Research Shows Pesticide Accumulation at High Altitudes

(Beyond Pesticides, January 18, 2007) A new study conducted in Costa Rica’s mountain forests indicates that surprisingly high concentrations of pesticides are accumulating far above the low altitudes at which they are used. Previously thought to be safe from pesticides applied to distant agricultural areas, some remote mountain forests of Costa Rica were found to have pesticide levels almost ten times greater than those in low-lying areas closer to farms and plantations.

The study, led by University of Toronto, Scarborough professor Frank Wania, Ph.D., measured air and soil pesticide levels at 23 sites across Costa Rica in order to produce a model to predict potential accumulation of chemicals at high altitudes. The insecticide endosulfan and the fungicide chlorothalonil were found in the largest concentrations, with up to 1 part per billion (ppb) of chlorothalonil and 3 ppb endosulfan in soil.

The high concentrations can be explained by a process in which polluted air above the farms and plantations is pushed up into the mountains, where it then cools and becomes polluted rainwater or fog. The hydrophilic nature of modern pesticides makes the occurrence of this phenomenon much more likely; as Crispin Halsall, Ph.D., of Lancaster University (U.K.) explains, “Most currently used pesticides are quite soluble, unlike some of the older organochlorine pesticides. So they will dissolve into rain more readily than the hydrophobic pesticides of the past.”

The significance of high concentrations of pesticides at high altitudes is manifold. For one, the headwaters for water reservoirs often begin at high altitudes, meaning higher pesticide levels in the water supply. For another, there will be (and already are) negative affects on biodiversity. This study has helped to shed light on shrinking amphibian populations at high altitudes, which previously had been explained by a combination of climate change, parasitic chytrid infection, and chemical use. Scientists could not understand why areas with little human intervention would experience higher amphibian extinction rates. “There tends to be a pattern of more extinction at high elevations, which is tricky to explain because most of the human activity is at low elevations. We might have an explanation, because pesticide concentrations are higher at high altitude,” Dr. Wania says.

These issues are by no means exclusive to Costa Rica. “There is a whole series of mountain environments which are going to be susceptible to transport of pesticides,” Dr. Halsall adds, citing sensitive ecosystems in the Himalayas, Alps, and the Sierra Nevadas.

This research is consistent with a previous study of California’s Sierra Nevada Mountains by Southern Illinois University’s Don Sparling. His research team’s 2001 paper in Environmental Toxicology and Chemistry reported on residues of endosulfan and organophosphates in amphibians and found increasing pesticide concentrations with higher altitudes.

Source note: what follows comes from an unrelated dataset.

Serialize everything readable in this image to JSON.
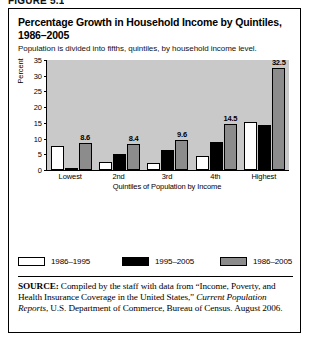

The hope is that these studies will expand our general understanding of how localized pollution may have far-reaching effects. “With currently used pesticides, most risk assessment is focused on the local environment and fails to take into account the subsequent evaporation or transport of the chemicals” to distant, sensitive locations, Dr. Halsall says. Dr. Wania agrees, “We tend to think if we set land aside and leave it alone, that this protects it. But that may not be enough if we can’t prevent contaminants from depositing or accumulating.”